Now that the Supreme Court has allowed the Trump administration to end the 2020 census count, the courts should not interfere with efforts to meet a year-end deadline for turning in numbers used for divvying up congressional seats by state, Department of Justice attorneys said in court papers ahead of a hearing Tuesday.
All further court challenges to the Trump administration’s numbers-crunching methods for the 2020 census should be suspended as the U.S. Census Bureau works toward turning in apportionment numbers by a congressionally-mandated Dec. 31 deadline, Trump administration attorneys said ahead of a hearing before U.S. District Judge Lucy Koh in San Jose, California.
Critics say that is not enough time.
Koh last month issued a preliminary injunction that allowed the head count to continue through Oct. 31 instead of Sept. 30, and the numbers-crunching to proceed through the end of April 2021 instead of Dec. 31. The district judge sided with a coalition of local governments and advocacy groups that had sued the Trump administration, arguing that minorities and others in hard-to-count communities would be missed if the counting ended in September.
An appellate court suspended Koh’s order as it relates to the numbers-crunching deadline at the end of the year, and the Supreme Court two weeks ago halted the entire preliminary injunction, allowing the field operations for the 2020 census to end.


* **DIRECTIONS**: A verbatim restatement of the data, free of pictures, is what you should output.

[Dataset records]
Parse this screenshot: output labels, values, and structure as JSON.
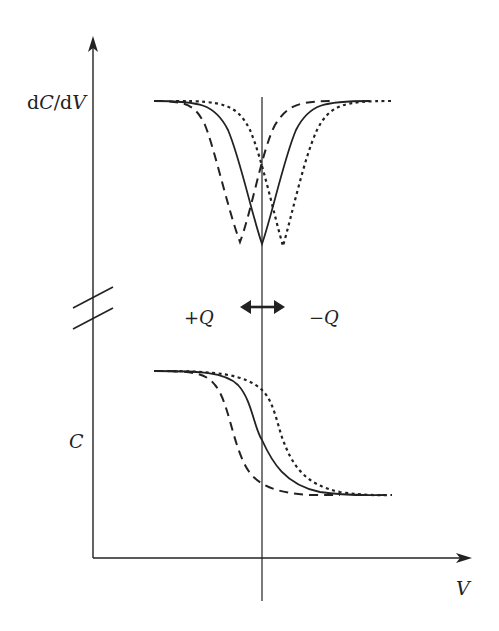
{
  "diagram": {
    "type": "schematic-plot",
    "y_axis_labels": {
      "upper_prefix": "d",
      "upper_var1": "C",
      "upper_slash": "/d",
      "upper_var2": "V",
      "lower": "C"
    },
    "x_axis_label": "V",
    "annotations": {
      "left_charge": "+Q",
      "right_charge": "−Q",
      "shift_arrow": "double-headed horizontal arrow"
    },
    "axis_break": "two parallel diagonal break marks on vertical axis",
    "colors": {
      "ink": "#222222",
      "background": "#ffffff"
    },
    "series": [
      {
        "name": "dashed (+Q shift)",
        "style": "dashed",
        "center_x": 240
      },
      {
        "name": "solid (neutral)",
        "style": "solid",
        "center_x": 262
      },
      {
        "name": "dotted (−Q shift)",
        "style": "dotted",
        "center_x": 283
      }
    ],
    "panels": {
      "upper": {
        "quantity": "dC/dV",
        "shape": "inverted peak (dip)",
        "baseline_y": 101,
        "min_y": 244
      },
      "lower": {
        "quantity": "C",
        "shape": "descending sigmoid",
        "top_y": 371,
        "bottom_y": 495
      }
    }
  }
}
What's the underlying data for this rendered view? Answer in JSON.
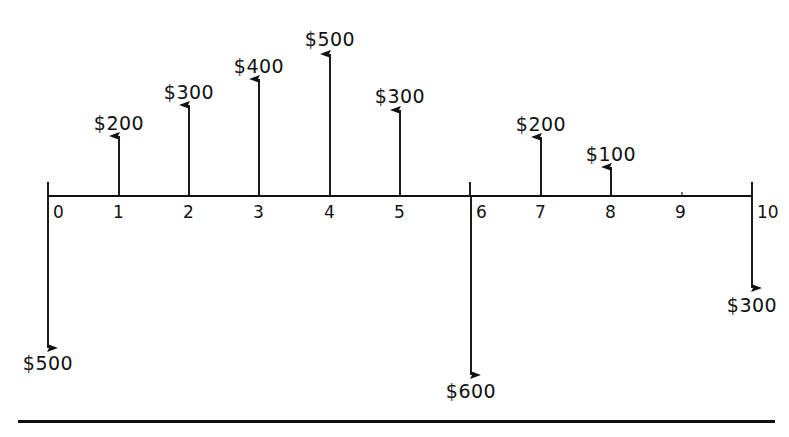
{
  "axis": {
    "label": "time-period-axis",
    "x_start": 48,
    "x_end": 752,
    "y": 196,
    "period_spacing": 70.4,
    "tick_labels": [
      "0",
      "1",
      "2",
      "3",
      "4",
      "5",
      "6",
      "7",
      "8",
      "9",
      "10"
    ],
    "tick_label_y": 215
  },
  "currency_symbol": "$",
  "colors": {
    "ink": "#111111",
    "background": "#ffffff"
  },
  "chart_data": {
    "type": "bar",
    "xlabel": "Period",
    "ylabel": "Cash Flow ($)",
    "categories": [
      "0",
      "1",
      "2",
      "3",
      "4",
      "5",
      "6",
      "7",
      "8",
      "9",
      "10"
    ],
    "values": [
      -500,
      200,
      300,
      400,
      500,
      300,
      -600,
      200,
      100,
      0,
      -300
    ],
    "ylim": [
      -600,
      500
    ],
    "grid": false,
    "legend": null
  },
  "cashflows": [
    {
      "name": "flow-period-0",
      "period": 0,
      "direction": "down",
      "amount": -500,
      "label": "$500",
      "arrow_x": 48,
      "arrow_top": 196,
      "arrow_tip": 348,
      "label_x": 48,
      "label_y": 352
    },
    {
      "name": "flow-period-1",
      "period": 1,
      "direction": "up",
      "amount": 200,
      "label": "$200",
      "arrow_x": 119,
      "arrow_tip": 136,
      "arrow_base": 196,
      "label_x": 119,
      "label_y": 112
    },
    {
      "name": "flow-period-2",
      "period": 2,
      "direction": "up",
      "amount": 300,
      "label": "$300",
      "arrow_x": 189,
      "arrow_tip": 105,
      "arrow_base": 196,
      "label_x": 189,
      "label_y": 81
    },
    {
      "name": "flow-period-3",
      "period": 3,
      "direction": "up",
      "amount": 400,
      "label": "$400",
      "arrow_x": 259,
      "arrow_tip": 79,
      "arrow_base": 196,
      "label_x": 259,
      "label_y": 55
    },
    {
      "name": "flow-period-4",
      "period": 4,
      "direction": "up",
      "amount": 500,
      "label": "$500",
      "arrow_x": 330,
      "arrow_tip": 54,
      "arrow_base": 196,
      "label_x": 330,
      "label_y": 28
    },
    {
      "name": "flow-period-5",
      "period": 5,
      "direction": "up",
      "amount": 300,
      "label": "$300",
      "arrow_x": 400,
      "arrow_tip": 110,
      "arrow_base": 196,
      "label_x": 400,
      "label_y": 85
    },
    {
      "name": "flow-period-6",
      "period": 6,
      "direction": "down",
      "amount": -600,
      "label": "$600",
      "arrow_x": 471,
      "arrow_top": 196,
      "arrow_tip": 375,
      "label_x": 471,
      "label_y": 380
    },
    {
      "name": "flow-period-7",
      "period": 7,
      "direction": "up",
      "amount": 200,
      "label": "$200",
      "arrow_x": 541,
      "arrow_tip": 137,
      "arrow_base": 196,
      "label_x": 541,
      "label_y": 113
    },
    {
      "name": "flow-period-8",
      "period": 8,
      "direction": "up",
      "amount": 100,
      "label": "$100",
      "arrow_x": 611,
      "arrow_tip": 167,
      "arrow_base": 196,
      "label_x": 611,
      "label_y": 143
    },
    {
      "name": "flow-period-10",
      "period": 10,
      "direction": "down",
      "amount": -300,
      "label": "$300",
      "arrow_x": 752,
      "arrow_top": 196,
      "arrow_tip": 288,
      "label_x": 752,
      "label_y": 294
    }
  ],
  "tick_label_positions": [
    {
      "text": "0",
      "x": 53,
      "y": 202
    },
    {
      "text": "1",
      "x": 113,
      "y": 202
    },
    {
      "text": "2",
      "x": 183,
      "y": 202
    },
    {
      "text": "3",
      "x": 253,
      "y": 202
    },
    {
      "text": "4",
      "x": 324,
      "y": 202
    },
    {
      "text": "5",
      "x": 394,
      "y": 202
    },
    {
      "text": "6",
      "x": 476,
      "y": 202
    },
    {
      "text": "7",
      "x": 535,
      "y": 202
    },
    {
      "text": "8",
      "x": 605,
      "y": 202
    },
    {
      "text": "9",
      "x": 675,
      "y": 202
    },
    {
      "text": "10",
      "x": 757,
      "y": 202
    }
  ]
}
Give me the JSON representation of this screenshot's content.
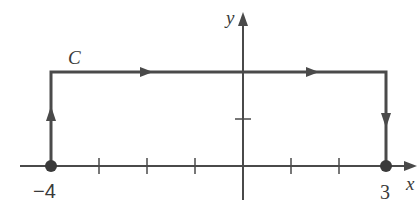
{
  "figure": {
    "curve_label": "C",
    "x_axis_label": "x",
    "y_axis_label": "y",
    "x_tick_labels": [
      {
        "value": -4,
        "text": "−4"
      },
      {
        "value": 3,
        "text": "3"
      }
    ],
    "path_vertices": [
      [
        -4,
        0
      ],
      [
        -4,
        2
      ],
      [
        3,
        2
      ],
      [
        3,
        0
      ]
    ],
    "direction": "counter... from (-4,0) up to (-4,2), right to (3,2), down to (3,0)",
    "endpoints": [
      [
        -4,
        0
      ],
      [
        3,
        0
      ]
    ],
    "x_ticks": [
      -4,
      -3,
      -2,
      -1,
      1,
      2,
      3
    ],
    "y_ticks": [
      1,
      2
    ],
    "colors": {
      "axis": "#4a4a4a",
      "curve": "#4a4a4a",
      "text": "#3a3a3a"
    }
  }
}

* **SOLUTION FOR THIS TASK**:
Parse this screenshot: output labels, values, and structure as JSON.
{
  "diagram": {
    "type": "schematic-plot",
    "y_axis_labels": {
      "upper_prefix": "d",
      "upper_var1": "C",
      "upper_slash": "/d",
      "upper_var2": "V",
      "lower": "C"
    },
    "x_axis_label": "V",
    "annotations": {
      "left_charge": "+Q",
      "right_charge": "−Q",
      "shift_arrow": "double-headed horizontal arrow"
    },
    "axis_break": "two parallel diagonal break marks on vertical axis",
    "colors": {
      "ink": "#222222",
      "background": "#ffffff"
    },
    "series": [
      {
        "name": "dashed (+Q shift)",
        "style": "dashed",
        "center_x": 240
      },
      {
        "name": "solid (neutral)",
        "style": "solid",
        "center_x": 262
      },
      {
        "name": "dotted (−Q shift)",
        "style": "dotted",
        "center_x": 283
      }
    ],
    "panels": {
      "upper": {
        "quantity": "dC/dV",
        "shape": "inverted peak (dip)",
        "baseline_y": 101,
        "min_y": 244
      },
      "lower": {
        "quantity": "C",
        "shape": "descending sigmoid",
        "top_y": 371,
        "bottom_y": 495
      }
    }
  }
}
What's the underlying data for this rendered view? Answer in JSON.
{
  "axis": {
    "label": "time-period-axis",
    "x_start": 48,
    "x_end": 752,
    "y": 196,
    "period_spacing": 70.4,
    "tick_labels": [
      "0",
      "1",
      "2",
      "3",
      "4",
      "5",
      "6",
      "7",
      "8",
      "9",
      "10"
    ],
    "tick_label_y": 215
  },
  "currency_symbol": "$",
  "colors": {
    "ink": "#111111",
    "background": "#ffffff"
  },
  "chart_data": {
    "type": "bar",
    "xlabel": "Period",
    "ylabel": "Cash Flow ($)",
    "categories": [
      "0",
      "1",
      "2",
      "3",
      "4",
      "5",
      "6",
      "7",
      "8",
      "9",
      "10"
    ],
    "values": [
      -500,
      200,
      300,
      400,
      500,
      300,
      -600,
      200,
      100,
      0,
      -300
    ],
    "ylim": [
      -600,
      500
    ],
    "grid": false,
    "legend": null
  },
  "cashflows": [
    {
      "name": "flow-period-0",
      "period": 0,
      "direction": "down",
      "amount": -500,
      "label": "$500",
      "arrow_x": 48,
      "arrow_top": 196,
      "arrow_tip": 348,
      "label_x": 48,
      "label_y": 352
    },
    {
      "name": "flow-period-1",
      "period": 1,
      "direction": "up",
      "amount": 200,
      "label": "$200",
      "arrow_x": 119,
      "arrow_tip": 136,
      "arrow_base": 196,
      "label_x": 119,
      "label_y": 112
    },
    {
      "name": "flow-period-2",
      "period": 2,
      "direction": "up",
      "amount": 300,
      "label": "$300",
      "arrow_x": 189,
      "arrow_tip": 105,
      "arrow_base": 196,
      "label_x": 189,
      "label_y": 81
    },
    {
      "name": "flow-period-3",
      "period": 3,
      "direction": "up",
      "amount": 400,
      "label": "$400",
      "arrow_x": 259,
      "arrow_tip": 79,
      "arrow_base": 196,
      "label_x": 259,
      "label_y": 55
    },
    {
      "name": "flow-period-4",
      "period": 4,
      "direction": "up",
      "amount": 500,
      "label": "$500",
      "arrow_x": 330,
      "arrow_tip": 54,
      "arrow_base": 196,
      "label_x": 330,
      "label_y": 28
    },
    {
      "name": "flow-period-5",
      "period": 5,
      "direction": "up",
      "amount": 300,
      "label": "$300",
      "arrow_x": 400,
      "arrow_tip": 110,
      "arrow_base": 196,
      "label_x": 400,
      "label_y": 85
    },
    {
      "name": "flow-period-6",
      "period": 6,
      "direction": "down",
      "amount": -600,
      "label": "$600",
      "arrow_x": 471,
      "arrow_top": 196,
      "arrow_tip": 375,
      "label_x": 471,
      "label_y": 380
    },
    {
      "name": "flow-period-7",
      "period": 7,
      "direction": "up",
      "amount": 200,
      "label": "$200",
      "arrow_x": 541,
      "arrow_tip": 137,
      "arrow_base": 196,
      "label_x": 541,
      "label_y": 113
    },
    {
      "name": "flow-period-8",
      "period": 8,
      "direction": "up",
      "amount": 100,
      "label": "$100",
      "arrow_x": 611,
      "arrow_tip": 167,
      "arrow_base": 196,
      "label_x": 611,
      "label_y": 143
    },
    {
      "name": "flow-period-10",
      "period": 10,
      "direction": "down",
      "amount": -300,
      "label": "$300",
      "arrow_x": 752,
      "arrow_top": 196,
      "arrow_tip": 288,
      "label_x": 752,
      "label_y": 294
    }
  ],
  "tick_label_positions": [
    {
      "text": "0",
      "x": 53,
      "y": 202
    },
    {
      "text": "1",
      "x": 113,
      "y": 202
    },
    {
      "text": "2",
      "x": 183,
      "y": 202
    },
    {
      "text": "3",
      "x": 253,
      "y": 202
    },
    {
      "text": "4",
      "x": 324,
      "y": 202
    },
    {
      "text": "5",
      "x": 394,
      "y": 202
    },
    {
      "text": "6",
      "x": 476,
      "y": 202
    },
    {
      "text": "7",
      "x": 535,
      "y": 202
    },
    {
      "text": "8",
      "x": 605,
      "y": 202
    },
    {
      "text": "9",
      "x": 675,
      "y": 202
    },
    {
      "text": "10",
      "x": 757,
      "y": 202
    }
  ]
}
Give me the JSON representation of this screenshot's content.
{
  "figure": {
    "curve_label": "C",
    "x_axis_label": "x",
    "y_axis_label": "y",
    "x_tick_labels": [
      {
        "value": -4,
        "text": "−4"
      },
      {
        "value": 3,
        "text": "3"
      }
    ],
    "path_vertices": [
      [
        -4,
        0
      ],
      [
        -4,
        2
      ],
      [
        3,
        2
      ],
      [
        3,
        0
      ]
    ],
    "direction": "counter... from (-4,0) up to (-4,2), right to (3,2), down to (3,0)",
    "endpoints": [
      [
        -4,
        0
      ],
      [
        3,
        0
      ]
    ],
    "x_ticks": [
      -4,
      -3,
      -2,
      -1,
      1,
      2,
      3
    ],
    "y_ticks": [
      1,
      2
    ],
    "colors": {
      "axis": "#4a4a4a",
      "curve": "#4a4a4a",
      "text": "#3a3a3a"
    }
  }
}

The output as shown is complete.